Two Virgin Islands residents have fallen prey to a fraudulent-check cashing scam that is widespread on the Internet and even in local media, according to detectives in the V.I. Police Insular Investigation bureau.
The first victim was a 32-year-old woman who told police that, in July, she sent her resume to Jobs.com and was contacted for a job as a personal assistant. The victim was told by her employer that she would receive a $2,700 check in the mail and deposit it into her account. She was instructed to wire transfer $2,000 to Maryland for a children’s charity. The next week the victim was sent another check in the same amount, but when she presented that check to the bank she was told that the previous check did not clear and the account number of the check did not exist.
The victim is left holding the bag in this situation. Since she endorsed the check, she may be legally responsible for the check, detectives said.
In the second case, the victim was more cautious or perhaps more suspicious. The 56-year-old man responded to an advertisement in the Virgin Islands Daily News to earn $300 dollars a week working one hour a day. When he applied he was accepted to be a check casher. The victim told police he was sent three traveler’s checks in the mail with instructions to cash the checks, retain 10 percent and send the remainder to an address in China.
The victim was suspicious and took the checks to his bank to check their authenticity. Bank employees told him the traveler’s checks were counterfeit and the victim took the evidence to the police station.
The check cashing scam comes in various forms, detectives said, but they are all designed to make the victim believe what the scammers are saying. The checks look real but they are fake. Detectives warned residents to be wary of anyone who offers a check and then asks you to return a portion of the funds to them. If this happens to you, don’t deposit the check, report it immediately to the nearest police station, police said.
The detectives warned the public not to get burned and to remember what they called the first rule of avoiding scams: “If it seems too good to be true, it probably isn’t true.”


WHAT IS EXPECTED :: With the images removed, write out every line below exactly.

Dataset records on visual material
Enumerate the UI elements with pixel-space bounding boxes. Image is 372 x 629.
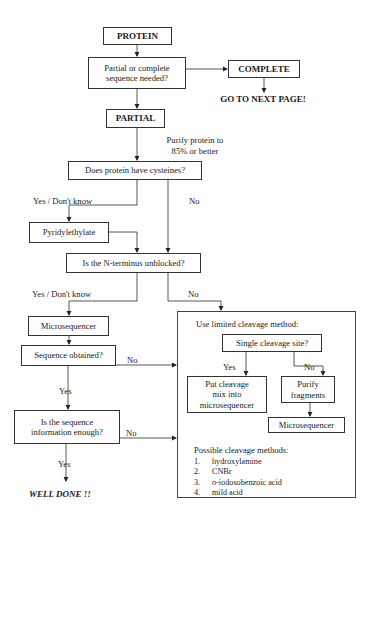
cleavage-method-item: 4. mild acid (194, 488, 282, 498)
method-number: 1. (194, 457, 212, 467)
n-terminus-no-label: No (188, 289, 199, 300)
method-name: CNBr (212, 467, 232, 477)
sequence-enough-no-label: No (126, 428, 137, 439)
purify-fragments-line-2: fragments (291, 390, 325, 401)
cleavage-method-item: 2. CNBr (194, 467, 282, 477)
partial-or-complete-decision: Partial or complete sequence needed? (88, 57, 186, 89)
sequence-obtained-label: Sequence obtained? (34, 350, 102, 361)
method-name: mild acid (212, 488, 243, 498)
cysteines-label: Does protein have cysteines? (85, 165, 185, 176)
purify-fragments-line-1: Purify (297, 379, 318, 390)
put-cleavage-line-2: mix into (213, 389, 242, 400)
pyridylethylate-label: Pyridylethylate (43, 227, 96, 238)
cleavage-method-item: 1. hydroxylamine (194, 457, 282, 467)
pyridylethylate-node: Pyridylethylate (29, 222, 109, 243)
sequence-enough-decision: Is the sequence information enough? (14, 410, 120, 444)
cleavage-microsequencer-label: Microsequencer (279, 420, 334, 431)
single-site-no-label: No (304, 362, 315, 373)
method-name: hydroxylamine (212, 457, 262, 467)
decision-line-1: Partial or complete (104, 63, 169, 74)
sequence-enough-line-2: information enough? (31, 427, 103, 438)
complete-node: COMPLETE (228, 60, 300, 78)
method-number: 3. (194, 478, 212, 488)
put-cleavage-line-1: Put cleavage (205, 379, 249, 390)
purify-protein-note: Purify protein to 85% or better (152, 135, 238, 156)
microsequencer-node: Microsequencer (28, 316, 109, 336)
cleavage-methods-list: 1. hydroxylamine 2. CNBr 3. o-iodosobenz… (194, 457, 282, 498)
sequence-obtained-decision: Sequence obtained? (21, 345, 116, 366)
partial-label: PARTIAL (116, 113, 156, 124)
partial-node: PARTIAL (106, 109, 165, 128)
complete-label: COMPLETE (238, 64, 290, 75)
cysteines-no-label: No (189, 196, 200, 207)
method-number: 4. (194, 488, 212, 498)
cleavage-methods-title: Possible cleavage methods: (194, 445, 289, 456)
sequence-obtained-no-label: No (127, 355, 138, 366)
sequence-obtained-yes-label: Yes (59, 386, 72, 397)
sequence-enough-yes-label: Yes (58, 459, 71, 470)
method-name: -iodosobenzoic acid (216, 478, 282, 487)
protein-node: PROTEIN (103, 27, 172, 45)
cleavage-microsequencer-node: Microsequencer (268, 417, 345, 433)
single-site-yes-label: Yes (223, 362, 236, 373)
method-number: 2. (194, 467, 212, 477)
well-done-text: WELL DONE !! (29, 489, 91, 500)
purify-note-line-2: 85% or better (152, 146, 238, 157)
protein-label: PROTEIN (117, 31, 158, 42)
n-terminus-label: Is the N-terminus unblocked? (83, 258, 185, 269)
go-to-next-page-text: GO TO NEXT PAGE! (205, 94, 321, 105)
microsequencer-label: Microsequencer (41, 321, 96, 332)
sequence-enough-line-1: Is the sequence (41, 417, 94, 428)
single-site-label: Single cleavage site? (236, 338, 308, 349)
cleavage-method-item: 3. o-iodosobenzoic acid (194, 478, 282, 488)
cysteines-decision: Does protein have cysteines? (68, 161, 202, 180)
purify-fragments-node: Purify fragments (281, 376, 335, 403)
put-cleavage-line-3: microsequencer (200, 400, 254, 411)
cleavage-box-title: Use limited cleavage method: (196, 319, 298, 330)
n-terminus-decision: Is the N-terminus unblocked? (66, 253, 201, 273)
put-cleavage-mix-node: Put cleavage mix into microsequencer (187, 376, 267, 413)
single-cleavage-site-decision: Single cleavage site? (222, 334, 322, 352)
n-terminus-yes-label: Yes / Don't know (32, 289, 91, 300)
decision-line-2: sequence needed? (106, 73, 168, 84)
purify-note-line-1: Purify protein to (152, 135, 238, 146)
cysteines-yes-label: Yes / Don't know (33, 196, 92, 207)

EXERCISE OUTPUT ::
Enumerate the UI elements with pixel-space bounding boxes. Image is 372 x 629.
cleavage-method-item: 4. mild acid (194, 488, 282, 498)
method-number: 1. (194, 457, 212, 467)
n-terminus-no-label: No (188, 289, 199, 300)
method-name: CNBr (212, 467, 232, 477)
sequence-enough-no-label: No (126, 428, 137, 439)
purify-fragments-line-2: fragments (291, 390, 325, 401)
cleavage-method-item: 2. CNBr (194, 467, 282, 477)
partial-or-complete-decision: Partial or complete sequence needed? (88, 57, 186, 89)
sequence-obtained-label: Sequence obtained? (34, 350, 102, 361)
method-name: mild acid (212, 488, 243, 498)
cysteines-label: Does protein have cysteines? (85, 165, 185, 176)
purify-fragments-line-1: Purify (297, 379, 318, 390)
put-cleavage-line-2: mix into (213, 389, 242, 400)
pyridylethylate-label: Pyridylethylate (43, 227, 96, 238)
cleavage-method-item: 1. hydroxylamine (194, 457, 282, 467)
pyridylethylate-node: Pyridylethylate (29, 222, 109, 243)
sequence-enough-decision: Is the sequence information enough? (14, 410, 120, 444)
cleavage-microsequencer-label: Microsequencer (279, 420, 334, 431)
single-site-no-label: No (304, 362, 315, 373)
method-name: hydroxylamine (212, 457, 262, 467)
decision-line-1: Partial or complete (104, 63, 169, 74)
sequence-enough-line-2: information enough? (31, 427, 103, 438)
complete-node: COMPLETE (228, 60, 300, 78)
method-number: 3. (194, 478, 212, 488)
put-cleavage-line-1: Put cleavage (205, 379, 249, 390)
purify-protein-note: Purify protein to 85% or better (152, 135, 238, 156)
microsequencer-node: Microsequencer (28, 316, 109, 336)
cleavage-methods-list: 1. hydroxylamine 2. CNBr 3. o-iodosobenz… (194, 457, 282, 498)
sequence-obtained-decision: Sequence obtained? (21, 345, 116, 366)
partial-label: PARTIAL (116, 113, 156, 124)
partial-node: PARTIAL (106, 109, 165, 128)
complete-label: COMPLETE (238, 64, 290, 75)
cysteines-no-label: No (189, 196, 200, 207)
method-number: 4. (194, 488, 212, 498)
cleavage-methods-title: Possible cleavage methods: (194, 445, 289, 456)
sequence-obtained-no-label: No (127, 355, 138, 366)
sequence-obtained-yes-label: Yes (59, 386, 72, 397)
sequence-enough-yes-label: Yes (58, 459, 71, 470)
method-name: -iodosobenzoic acid (216, 478, 282, 487)
protein-node: PROTEIN (103, 27, 172, 45)
cleavage-microsequencer-node: Microsequencer (268, 417, 345, 433)
single-site-yes-label: Yes (223, 362, 236, 373)
method-number: 2. (194, 467, 212, 477)
well-done-text: WELL DONE !! (29, 489, 91, 500)
purify-note-line-2: 85% or better (152, 146, 238, 157)
protein-label: PROTEIN (117, 31, 158, 42)
n-terminus-label: Is the N-terminus unblocked? (83, 258, 185, 269)
go-to-next-page-text: GO TO NEXT PAGE! (205, 94, 321, 105)
microsequencer-label: Microsequencer (41, 321, 96, 332)
sequence-enough-line-1: Is the sequence (41, 417, 94, 428)
single-site-label: Single cleavage site? (236, 338, 308, 349)
cleavage-method-item: 3. o-iodosobenzoic acid (194, 478, 282, 488)
cysteines-decision: Does protein have cysteines? (68, 161, 202, 180)
purify-fragments-node: Purify fragments (281, 376, 335, 403)
put-cleavage-line-3: microsequencer (200, 400, 254, 411)
cleavage-box-title: Use limited cleavage method: (196, 319, 298, 330)
n-terminus-decision: Is the N-terminus unblocked? (66, 253, 201, 273)
put-cleavage-mix-node: Put cleavage mix into microsequencer (187, 376, 267, 413)
single-cleavage-site-decision: Single cleavage site? (222, 334, 322, 352)
n-terminus-yes-label: Yes / Don't know (32, 289, 91, 300)
decision-line-2: sequence needed? (106, 73, 168, 84)
purify-note-line-1: Purify protein to (152, 135, 238, 146)
cysteines-yes-label: Yes / Don't know (33, 196, 92, 207)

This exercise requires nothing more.